[RECORD EXCERPTS Boundary: Start]
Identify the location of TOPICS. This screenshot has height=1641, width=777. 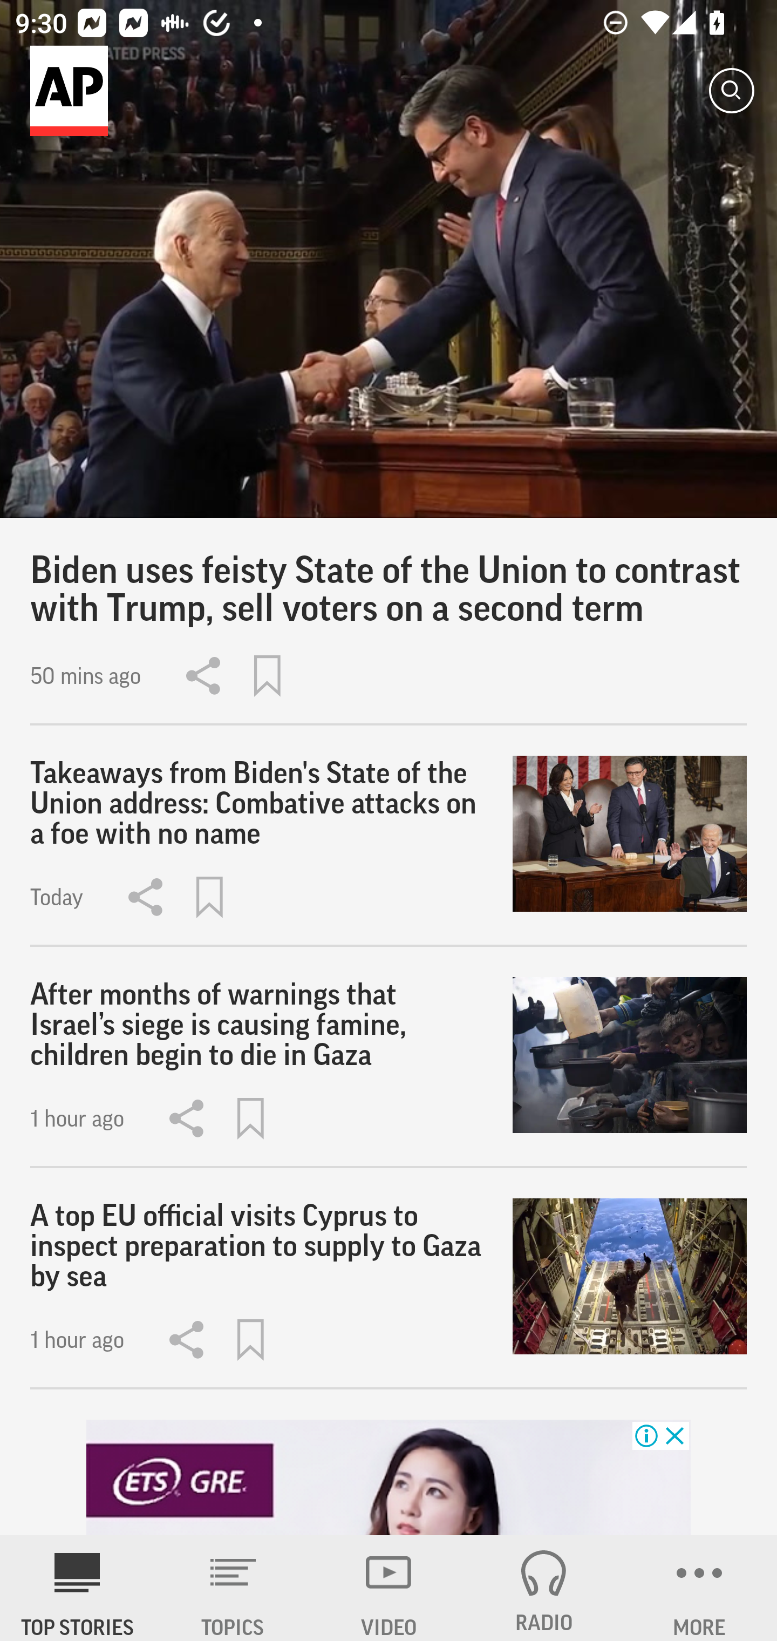
(233, 1588).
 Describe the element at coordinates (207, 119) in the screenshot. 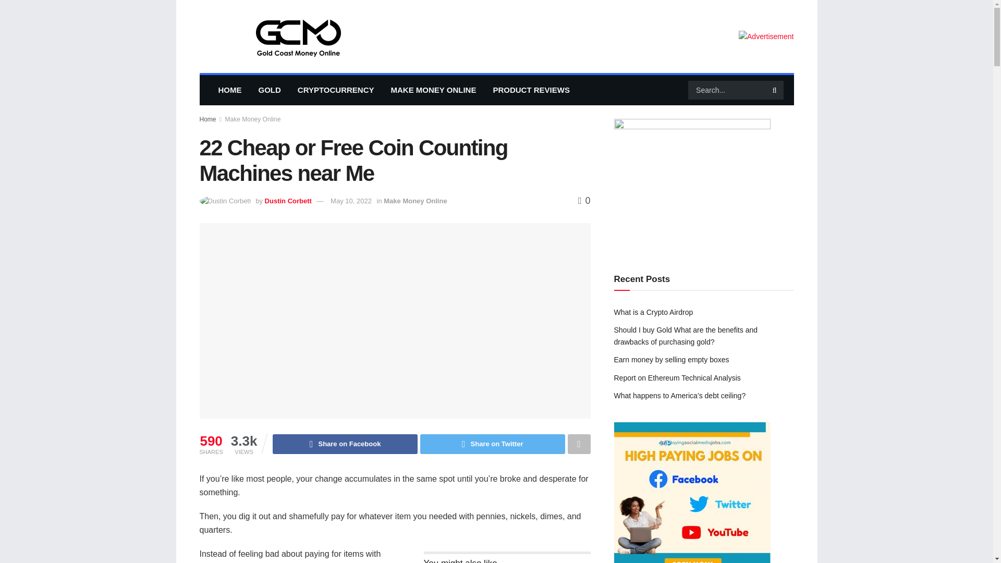

I see `Home` at that location.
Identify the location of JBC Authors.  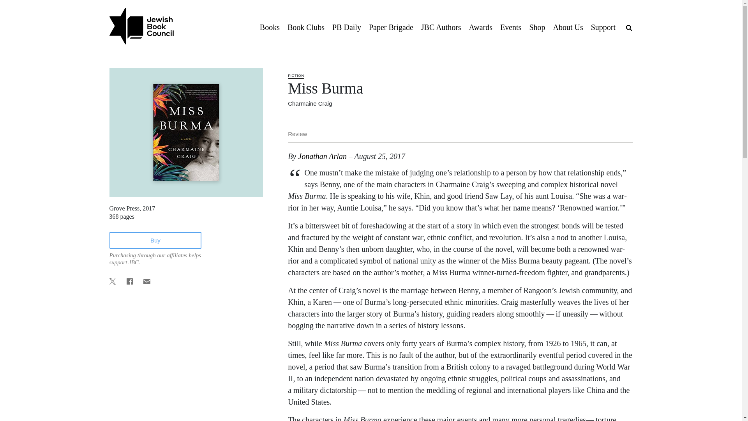
(441, 27).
[RECORD EXCERPTS Boundary: End]
- **ABOUT THIS EXERCISE**: Print the material word for word without images.

- **PROBLEM SOLUTION**:
Identify the location of TOPICS. This screenshot has height=1641, width=777. 
(233, 1588).
 Describe the element at coordinates (207, 119) in the screenshot. 

I see `Home` at that location.
Identify the location of JBC Authors.  
(441, 27).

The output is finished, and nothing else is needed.